When I checked out one of the Boy Shorts nights, expecting to find cinematic comfort food in relatable characters, I was left surprisingly wanting. A comedy about gays on Fire Island, Half-Share, offered up lame stereotypes, silly sight gags and a forced plot. It felt dated in a bad way, not in a fun, retro way, and reinforced the worst clichés about queer film festivals.

 

On the upside, nothing prepared me for The Crown Jewels, a bizarrely beautiful feature-length Swedish film with themes of interracial sex, classism, fantasy, pathos and howl-out-loud humour. The Crown Jewels was a wildcard flick for me, and knowing nothing about it going in really let the film work its magic.

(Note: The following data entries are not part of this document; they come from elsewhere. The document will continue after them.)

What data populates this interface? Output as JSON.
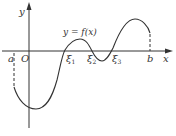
{
  "diagram": {
    "type": "function-graph",
    "function_label": "y = f(x)",
    "axes": {
      "x_label": "x",
      "y_label": "y",
      "origin_label": "O"
    },
    "interval": {
      "left_label": "a",
      "right_label": "b"
    },
    "roots": [
      {
        "label": "ξ",
        "subscript": "1"
      },
      {
        "label": "ξ",
        "subscript": "2"
      },
      {
        "label": "ξ",
        "subscript": "3"
      }
    ],
    "colors": {
      "stroke": "#333333",
      "background": "#ffffff"
    }
  }
}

Inside Out is at its best when films you’ve seen still rattle around in your brain days after you’ve seen them. I wonder what Anonymous 4:47pm would make of The Crown Jewels, though I can guess what he would think about the Inside Out opening gala, at which DJ Shane Percy played the entire 17 minutes and 47 seconds of Summer’s “MacArthur Park” suite.

Dancing around and singing with folks who don’t remember the ’80s, let alone the ’70s, says something lovely to me about the power music and film have to bring us together. After mourning a singer who has been part of all our lives and gathering together in the dark to watch something unexpected flash across the screen, I relate really well to many people I didn’t much relate to before.